The Overthinking Cure by Unknown

The Overthinking Cure by Unknown

Author:Unknown
Language: eng
Format: epub
ISBN: 0000000000000
Published: 2021-11-25T15:55:48+00:00


Technique 1: Socratic Questioning

Cognitive biases are unconscious and unchallenged. Our work is to make them conscious and challenge them! One way to do this is to be curious and ask questions in the style of the famous philosopher Socrates, who used a simple technique to approach truth: the humble question. Here’s an example.

“All women are gold-diggers.”

“Really? What evidence do you have?”

“Well, there was Angela back in 1992 . . .”

“Do you have any other evidence?”

“Well, not direct evidence, no. But everyone knows women are like this.”

“Is that really true, though? Everyone? Is that a thought based on facts or more on your feelings?”

“Well, I guess it is based a little on my feelings.”

“Could you be viewing the situation in absolute terms when a more nuanced approach would be more realistic?”

“Okay, yes, maybe not all women are like that. Some are not, that’s true . . .”

And so on. Here, you refuse to take your own word for it and question every assumption and expectation. You ask, is this thought really true? Why do you think so? Is this rational? Where does this thought come from? Why? What are you not looking at? It sounds basic, but the fact is that many of us rush headlong into a belief without taking a second to ask whether we have any evidence for that belief.

Pretend you’re an alien with no preferences either way, and just become curious: what do you actually know here? What is fact and what is emotion? Are you making guesses or assumptions or unfounded inferences? Could you be misinterpreting the evidence somehow? Simply become curious about other ways you might interpret the situation, and how valid your current position is. Are you sticking to your story simply because you’ve always done so, from habit? Often, we carry on with a faulty thought because it confirms beliefs and conclusions we already have about ourselves.

Our inner narrative and self-talk can be so persistent we simply start to accept it. But the Socratic technique is about examining your own validity and perceptions from scratch. You want to encourage yourself to think more broadly, more deeply, and more rationally. In essence, you are using pointed questions to uncover your own biases, blind spots, and faulty logic. You’re not merely disagreeing with yourself for the fun of it but trying to challenge your own lazy or automatic thinking—after all, entertaining other possibilities is the only real way you can start to do things differently!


Filter the records below, keeping only lines with the string "name".

++++ Data shown ++++

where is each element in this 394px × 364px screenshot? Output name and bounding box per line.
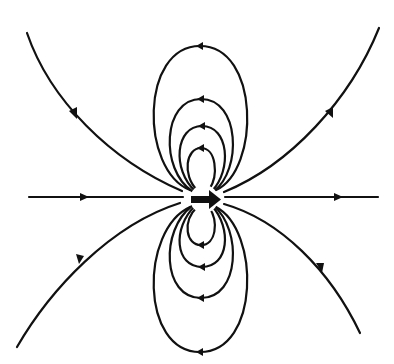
top-loop-2 xyxy=(180,126,225,191)
arrowhead-icon xyxy=(197,144,204,152)
top-loop-1 xyxy=(188,148,215,190)
arrowhead-icon xyxy=(197,294,204,302)
outer-field-line-bottom-right xyxy=(224,204,360,333)
arrowhead-icon xyxy=(198,263,205,271)
top-loops xyxy=(154,42,248,191)
bottom-loop-4 xyxy=(154,207,248,352)
arrowhead-icon xyxy=(196,42,203,50)
outer-field-line-bottom-left xyxy=(17,203,180,347)
top-loop-4 xyxy=(154,46,248,190)
bottom-loops xyxy=(154,206,248,356)
arrowhead-icon xyxy=(198,122,205,130)
arrowhead-icon xyxy=(197,241,204,249)
dipole-arrow-shaft xyxy=(191,196,211,203)
arrowhead-icon xyxy=(197,95,204,103)
arrowhead-icon xyxy=(80,193,89,201)
field-lines-canvas xyxy=(0,0,394,364)
arrowhead-icon xyxy=(196,348,203,356)
dipole-field-diagram xyxy=(0,0,394,364)
arrowhead-icon xyxy=(334,193,343,201)
bottom-loop-2 xyxy=(180,206,225,267)
outer-field-line-top-left xyxy=(27,33,182,191)
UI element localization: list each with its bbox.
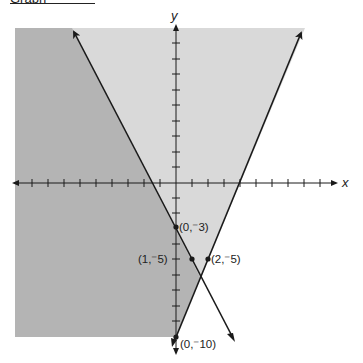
label-1-neg5: (1,⁻5): [138, 253, 168, 265]
label-0-neg3: (0,⁻3): [179, 221, 209, 233]
point-2-neg5: [205, 256, 210, 261]
line-1-arrow-down-icon: [227, 333, 235, 342]
point-0-neg10: [173, 334, 178, 339]
x-axis-arrow-icon: [331, 180, 338, 186]
inequality-graph: x y (0,⁻3) (1,⁻5) (2,⁻5) (0,⁻10): [0, 0, 363, 363]
point-1-neg5: [189, 256, 194, 261]
label-2-neg5: (2,⁻5): [211, 253, 241, 265]
y-axis-label: y: [170, 8, 179, 23]
x-axis-label: x: [341, 175, 349, 190]
y-axis-arrow-down-icon: [173, 348, 179, 355]
y-axis-arrow-icon: [173, 24, 179, 31]
label-0-neg10: (0,⁻10): [180, 338, 216, 350]
point-0-neg3: [173, 224, 178, 229]
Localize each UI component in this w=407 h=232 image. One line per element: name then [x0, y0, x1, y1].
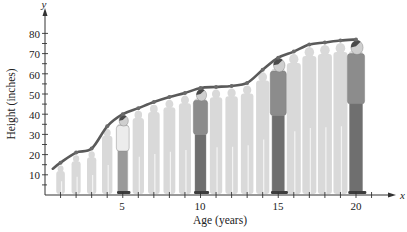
x-axis-title: Age (years) [193, 214, 247, 227]
x-tick-label: 15 [273, 200, 285, 212]
data-point [199, 86, 203, 90]
figure-age-20 [347, 40, 366, 194]
y-tick-label: 80 [29, 28, 41, 40]
y-tick-label: 50 [29, 89, 41, 101]
y-axis-title: Height (inches) [5, 68, 18, 139]
data-point [90, 147, 94, 151]
y-tick-label: 30 [29, 129, 41, 141]
x-axis-arrow-icon [388, 193, 396, 198]
data-point [214, 85, 218, 89]
data-point [338, 38, 342, 42]
x-tick-label: 20 [351, 200, 363, 212]
data-point [152, 100, 156, 104]
x-axis-variable: x [399, 189, 405, 201]
data-point [183, 91, 187, 95]
data-point [74, 151, 78, 155]
data-point [230, 84, 234, 88]
data-point [245, 81, 249, 85]
x-tick-label: 5 [119, 200, 125, 212]
height-vs-age-chart: 5 10 15 20 10 20 30 40 50 60 70 80 y x A… [0, 0, 407, 232]
data-point [167, 95, 171, 99]
figure-age-10 [193, 89, 209, 194]
data-point [307, 43, 311, 47]
data-point [121, 112, 125, 116]
growth-silhouettes [56, 42, 363, 194]
y-axis-variable: y [41, 0, 47, 10]
y-tick-label: 20 [29, 149, 41, 161]
y-tick-label: 40 [29, 109, 41, 121]
data-point [354, 37, 358, 41]
data-point [136, 106, 140, 110]
figure-age-5 [116, 115, 130, 194]
x-tick-label: 10 [195, 200, 207, 212]
data-point [105, 124, 109, 128]
data-point [292, 50, 296, 54]
data-point [323, 40, 327, 44]
y-tick-label: 70 [29, 48, 41, 60]
figure-age-15 [270, 59, 288, 194]
y-tick-label: 10 [29, 169, 41, 181]
data-point [276, 56, 280, 60]
y-axis [42, 8, 48, 195]
data-point [59, 161, 63, 165]
data-point [261, 68, 265, 72]
y-tick-label: 60 [29, 69, 41, 81]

++++

- _Solution to the exercise_:
where is each element in this 394px × 364px screenshot? Output name and bounding box per line.
Localize each UI component in this w=407 h=232 image. One line per element: name then [x0, y0, x1, y1].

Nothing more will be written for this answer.